For more than an hour they talked of the wonderful sight, and Phil told what he could remember of the gigantic hairy mammoth discovered frozen in a Siberian glacier, and so perfectly preserved that sledge-dogs were fed for weeks on its flesh.

As they talked their fire burned low, and the outside cold creeping stealthily into camp turned their thoughts to fur-lined sleeping-bags. So they slept, and dreamed of prehistoric monsters; while Musky, Luvtuk, Amook, and their comrades restlessly sniffed and gnawed at the ancient bones of this strange encampment, and wondered at finding them so void of flavor.

Glad as our sledge travellers would have been to linger for days and fully explore the mysteries of that great moss-hidden cavern, they dared not take the necessary time. It was already two weeks since they had left the mining-camp, winter was waning, and they must leave the river ere spring destroyed its icy highway. So they were off again with the first gray light of morning, and two days later found them at the mouth of the Pelly River, the upper Yukon's largest tributary, and two hundred and fifteen miles from Forty Mile.

One evening they spent in the snug quarters of Harper, the Pelly River trader, who was the last white man they could hope to meet before reaching the coast.

From the Pelly River trader our travellers gained much valuable information concerning the routes they might pursue and the difficulties they had yet to encounter. They had indeed heard vaguely of the great cañon of the Yukon, through which the mad waters are poured with such fury that they can never freeze, of the rocky Five Fingers that obstruct its channel, the Rink and White Horse rapids, and the turbulent open streams connecting its upper chain of lakes; but until this time they had given these dangers little thought. Now they became real, while some of them, according to the trailer, were impassable save by weary detours through dense forests and deep snows that they feared would delay them beyond the time of the river's breaking up.

"What, then, can we do?" asked Phil.

"I'll tell you," replied the trader. "Leave the Yukon at this point; go about fifty miles up the Pelly, and turn to your right into the Fox. Ascend this to its head, cross Fox Lake, Indian Trail Lake, Lost Lake, and three other small lakes. Then go down a creek that empties into the Little Salmon, and a few miles down that river to the Yukon. In this way you will have avoided the Five Fingers and the Rink Rapids, and found good ice all the way. After that keep on up the main river till you pass Lake Le Barge. There again leave the Yukon, this time for good by the first stream that flows in on your right. It is the Tahkeena, and will lead you to the Chilkat Pass, which is some longer, but no worse than the Chilkoot. Thus you will avoid most of the rough ice, the great cañon, and all the rapids."

"But we shall surely get lost," objected Phil.

"Not if you can hire Cree Jim who lives somewhere up on the Fox River to go with you, for he is the best guide in the country."

So the next morning Phil and his companions again set forth, this time up the Pelly River, with all their hopes for safety and a successful termination to their journey centred upon the finding and hiring of Cree Jim, the guide.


▸ **WORK TO COMPLETE**
Exact copy, no pictures: set down the lines from the one holding "what elements are" through the final line of the records below.

▸ **DATA FOR PROCESSING**
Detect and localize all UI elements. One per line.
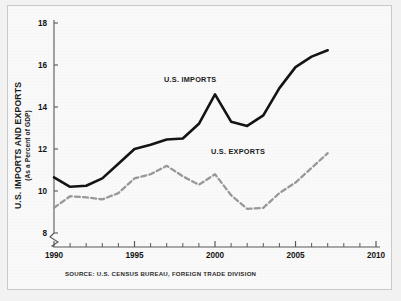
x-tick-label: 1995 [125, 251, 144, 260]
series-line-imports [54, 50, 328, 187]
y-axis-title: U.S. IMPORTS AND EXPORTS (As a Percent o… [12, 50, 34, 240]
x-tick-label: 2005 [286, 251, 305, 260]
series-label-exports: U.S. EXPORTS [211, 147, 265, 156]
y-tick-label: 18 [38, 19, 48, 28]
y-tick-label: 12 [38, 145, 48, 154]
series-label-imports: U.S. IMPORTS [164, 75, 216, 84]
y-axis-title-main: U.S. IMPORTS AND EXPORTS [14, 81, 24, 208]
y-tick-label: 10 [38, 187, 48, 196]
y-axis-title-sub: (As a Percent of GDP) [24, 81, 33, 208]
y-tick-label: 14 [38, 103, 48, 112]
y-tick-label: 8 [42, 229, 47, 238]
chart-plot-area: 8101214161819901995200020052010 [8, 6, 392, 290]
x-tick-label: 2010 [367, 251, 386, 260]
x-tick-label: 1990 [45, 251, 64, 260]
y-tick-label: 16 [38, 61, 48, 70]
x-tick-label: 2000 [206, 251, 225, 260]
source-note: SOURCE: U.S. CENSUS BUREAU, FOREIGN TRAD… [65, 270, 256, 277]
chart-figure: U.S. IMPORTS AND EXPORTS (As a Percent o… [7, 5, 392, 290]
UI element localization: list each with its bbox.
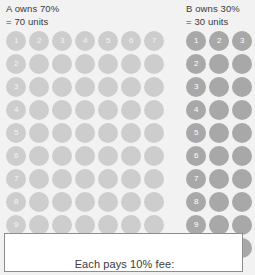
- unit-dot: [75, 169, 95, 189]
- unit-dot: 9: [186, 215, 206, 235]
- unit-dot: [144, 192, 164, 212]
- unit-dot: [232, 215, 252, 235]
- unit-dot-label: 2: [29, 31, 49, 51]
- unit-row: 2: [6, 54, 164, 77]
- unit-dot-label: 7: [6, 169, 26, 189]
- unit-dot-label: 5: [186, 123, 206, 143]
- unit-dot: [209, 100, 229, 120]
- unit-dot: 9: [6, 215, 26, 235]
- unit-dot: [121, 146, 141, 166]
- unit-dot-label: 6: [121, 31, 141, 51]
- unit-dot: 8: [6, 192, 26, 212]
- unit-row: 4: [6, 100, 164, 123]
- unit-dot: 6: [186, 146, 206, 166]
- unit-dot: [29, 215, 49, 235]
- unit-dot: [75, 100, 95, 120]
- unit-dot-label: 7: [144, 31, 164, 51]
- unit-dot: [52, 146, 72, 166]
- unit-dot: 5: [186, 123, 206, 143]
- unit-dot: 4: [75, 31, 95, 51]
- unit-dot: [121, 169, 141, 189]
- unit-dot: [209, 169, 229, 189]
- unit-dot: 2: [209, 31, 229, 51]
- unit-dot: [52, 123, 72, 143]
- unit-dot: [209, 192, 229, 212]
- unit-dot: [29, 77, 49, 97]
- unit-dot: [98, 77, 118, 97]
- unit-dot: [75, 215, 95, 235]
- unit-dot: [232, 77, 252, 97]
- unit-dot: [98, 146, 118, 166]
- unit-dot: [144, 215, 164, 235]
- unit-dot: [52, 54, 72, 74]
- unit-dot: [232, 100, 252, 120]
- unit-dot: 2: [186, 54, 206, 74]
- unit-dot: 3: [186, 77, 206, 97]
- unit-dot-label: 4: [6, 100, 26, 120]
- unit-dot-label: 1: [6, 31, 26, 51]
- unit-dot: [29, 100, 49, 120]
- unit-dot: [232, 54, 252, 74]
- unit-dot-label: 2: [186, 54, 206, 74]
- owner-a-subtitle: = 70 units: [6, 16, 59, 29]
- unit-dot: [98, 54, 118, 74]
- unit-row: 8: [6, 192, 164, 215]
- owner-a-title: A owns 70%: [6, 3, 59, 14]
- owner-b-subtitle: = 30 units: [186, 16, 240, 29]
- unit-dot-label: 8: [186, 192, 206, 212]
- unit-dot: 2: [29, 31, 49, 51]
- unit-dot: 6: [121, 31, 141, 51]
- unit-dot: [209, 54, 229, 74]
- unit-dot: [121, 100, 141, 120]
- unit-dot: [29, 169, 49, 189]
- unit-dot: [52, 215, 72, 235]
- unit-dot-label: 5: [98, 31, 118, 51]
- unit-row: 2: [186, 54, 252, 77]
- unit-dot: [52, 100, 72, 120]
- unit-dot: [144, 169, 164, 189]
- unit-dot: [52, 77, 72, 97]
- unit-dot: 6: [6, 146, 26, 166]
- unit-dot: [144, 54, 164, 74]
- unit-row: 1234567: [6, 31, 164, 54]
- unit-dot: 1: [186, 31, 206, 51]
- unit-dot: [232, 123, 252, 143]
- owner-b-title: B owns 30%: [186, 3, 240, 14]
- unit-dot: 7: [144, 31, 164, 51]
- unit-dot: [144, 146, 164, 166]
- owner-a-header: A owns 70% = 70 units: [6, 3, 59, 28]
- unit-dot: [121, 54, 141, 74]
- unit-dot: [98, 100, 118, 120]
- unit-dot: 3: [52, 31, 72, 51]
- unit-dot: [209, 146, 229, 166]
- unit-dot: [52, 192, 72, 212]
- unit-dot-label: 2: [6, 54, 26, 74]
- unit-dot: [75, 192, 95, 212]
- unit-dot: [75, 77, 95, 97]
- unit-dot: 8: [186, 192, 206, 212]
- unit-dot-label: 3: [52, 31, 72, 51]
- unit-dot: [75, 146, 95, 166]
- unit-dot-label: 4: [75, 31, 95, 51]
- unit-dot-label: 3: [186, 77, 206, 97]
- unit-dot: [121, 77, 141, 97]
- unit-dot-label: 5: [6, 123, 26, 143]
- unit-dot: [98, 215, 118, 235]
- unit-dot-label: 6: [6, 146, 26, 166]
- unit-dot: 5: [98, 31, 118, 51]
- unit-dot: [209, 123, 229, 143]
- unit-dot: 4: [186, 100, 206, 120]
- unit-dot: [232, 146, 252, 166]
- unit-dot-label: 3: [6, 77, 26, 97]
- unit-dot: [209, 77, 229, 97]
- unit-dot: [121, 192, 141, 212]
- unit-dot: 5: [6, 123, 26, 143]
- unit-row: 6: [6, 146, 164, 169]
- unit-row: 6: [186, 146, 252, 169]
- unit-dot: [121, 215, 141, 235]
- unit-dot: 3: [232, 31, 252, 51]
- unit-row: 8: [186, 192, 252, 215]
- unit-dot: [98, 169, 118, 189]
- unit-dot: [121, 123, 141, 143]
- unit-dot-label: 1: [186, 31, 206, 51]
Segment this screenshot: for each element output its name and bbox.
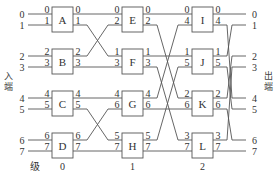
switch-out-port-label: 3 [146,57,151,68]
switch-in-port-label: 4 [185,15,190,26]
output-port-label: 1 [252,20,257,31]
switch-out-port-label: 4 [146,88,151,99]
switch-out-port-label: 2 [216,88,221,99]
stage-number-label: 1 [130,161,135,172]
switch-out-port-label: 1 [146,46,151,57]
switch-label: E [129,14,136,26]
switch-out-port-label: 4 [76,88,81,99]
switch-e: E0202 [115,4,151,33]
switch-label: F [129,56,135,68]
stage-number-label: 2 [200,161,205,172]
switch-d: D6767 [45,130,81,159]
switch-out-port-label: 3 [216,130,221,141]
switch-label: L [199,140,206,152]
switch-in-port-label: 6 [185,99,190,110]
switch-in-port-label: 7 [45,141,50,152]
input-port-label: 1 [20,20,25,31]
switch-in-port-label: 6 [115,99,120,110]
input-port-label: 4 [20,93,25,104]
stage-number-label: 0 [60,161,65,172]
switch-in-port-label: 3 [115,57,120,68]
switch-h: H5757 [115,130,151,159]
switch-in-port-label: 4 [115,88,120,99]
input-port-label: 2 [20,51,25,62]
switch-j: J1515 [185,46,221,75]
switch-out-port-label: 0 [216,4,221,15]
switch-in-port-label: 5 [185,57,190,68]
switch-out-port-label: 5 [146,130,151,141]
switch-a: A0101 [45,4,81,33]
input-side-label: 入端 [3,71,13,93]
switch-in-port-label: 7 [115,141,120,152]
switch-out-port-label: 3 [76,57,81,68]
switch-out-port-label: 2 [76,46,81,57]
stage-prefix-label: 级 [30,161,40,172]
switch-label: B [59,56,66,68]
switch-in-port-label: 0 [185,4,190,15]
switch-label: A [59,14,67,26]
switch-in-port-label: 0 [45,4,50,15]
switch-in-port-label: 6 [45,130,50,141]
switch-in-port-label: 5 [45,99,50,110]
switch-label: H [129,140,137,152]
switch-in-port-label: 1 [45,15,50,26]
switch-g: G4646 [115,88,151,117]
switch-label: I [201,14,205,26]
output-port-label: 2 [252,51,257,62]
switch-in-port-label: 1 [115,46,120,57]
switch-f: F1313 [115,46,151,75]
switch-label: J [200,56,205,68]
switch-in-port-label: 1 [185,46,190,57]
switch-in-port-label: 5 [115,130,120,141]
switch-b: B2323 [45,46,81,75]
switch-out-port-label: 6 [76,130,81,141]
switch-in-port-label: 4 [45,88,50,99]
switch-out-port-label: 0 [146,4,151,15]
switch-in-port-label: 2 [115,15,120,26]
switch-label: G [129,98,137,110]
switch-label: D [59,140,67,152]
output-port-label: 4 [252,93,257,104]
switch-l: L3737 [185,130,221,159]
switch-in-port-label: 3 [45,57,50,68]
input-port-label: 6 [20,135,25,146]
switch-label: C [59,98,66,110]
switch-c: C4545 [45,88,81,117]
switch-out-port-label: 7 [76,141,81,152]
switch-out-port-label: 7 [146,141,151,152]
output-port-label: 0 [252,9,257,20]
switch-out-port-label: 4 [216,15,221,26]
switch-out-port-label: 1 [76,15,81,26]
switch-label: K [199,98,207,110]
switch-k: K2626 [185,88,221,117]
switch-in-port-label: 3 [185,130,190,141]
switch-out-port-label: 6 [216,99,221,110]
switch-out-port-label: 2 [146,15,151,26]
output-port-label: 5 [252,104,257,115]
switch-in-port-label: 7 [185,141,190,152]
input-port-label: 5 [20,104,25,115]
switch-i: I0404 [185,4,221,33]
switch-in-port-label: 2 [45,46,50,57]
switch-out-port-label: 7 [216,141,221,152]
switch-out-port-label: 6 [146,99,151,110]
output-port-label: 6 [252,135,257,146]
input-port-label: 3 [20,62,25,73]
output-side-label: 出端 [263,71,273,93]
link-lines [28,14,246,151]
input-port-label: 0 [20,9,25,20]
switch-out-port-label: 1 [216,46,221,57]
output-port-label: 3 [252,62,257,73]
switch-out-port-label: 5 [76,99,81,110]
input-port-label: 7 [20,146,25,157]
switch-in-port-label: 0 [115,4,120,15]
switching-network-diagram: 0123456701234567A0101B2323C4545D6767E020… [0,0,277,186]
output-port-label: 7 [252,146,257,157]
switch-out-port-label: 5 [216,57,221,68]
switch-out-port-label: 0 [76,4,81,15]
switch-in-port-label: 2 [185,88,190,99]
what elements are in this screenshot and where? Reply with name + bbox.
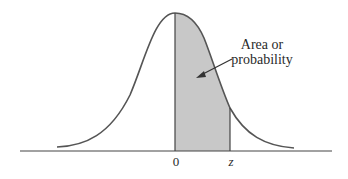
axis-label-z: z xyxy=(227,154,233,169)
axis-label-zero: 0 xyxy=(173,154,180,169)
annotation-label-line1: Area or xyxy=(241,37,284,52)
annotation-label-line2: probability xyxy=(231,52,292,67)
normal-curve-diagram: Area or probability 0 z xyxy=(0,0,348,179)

▸ **YOUR RESPONSE**
what elements are in this screenshot and where? Reply with name + bbox.
axis-label-z: z xyxy=(227,154,233,169)
axis-label-zero: 0 xyxy=(173,154,180,169)
annotation-label-line1: Area or xyxy=(241,37,284,52)
annotation-label-line2: probability xyxy=(231,52,292,67)
normal-curve-diagram: Area or probability 0 z xyxy=(0,0,348,179)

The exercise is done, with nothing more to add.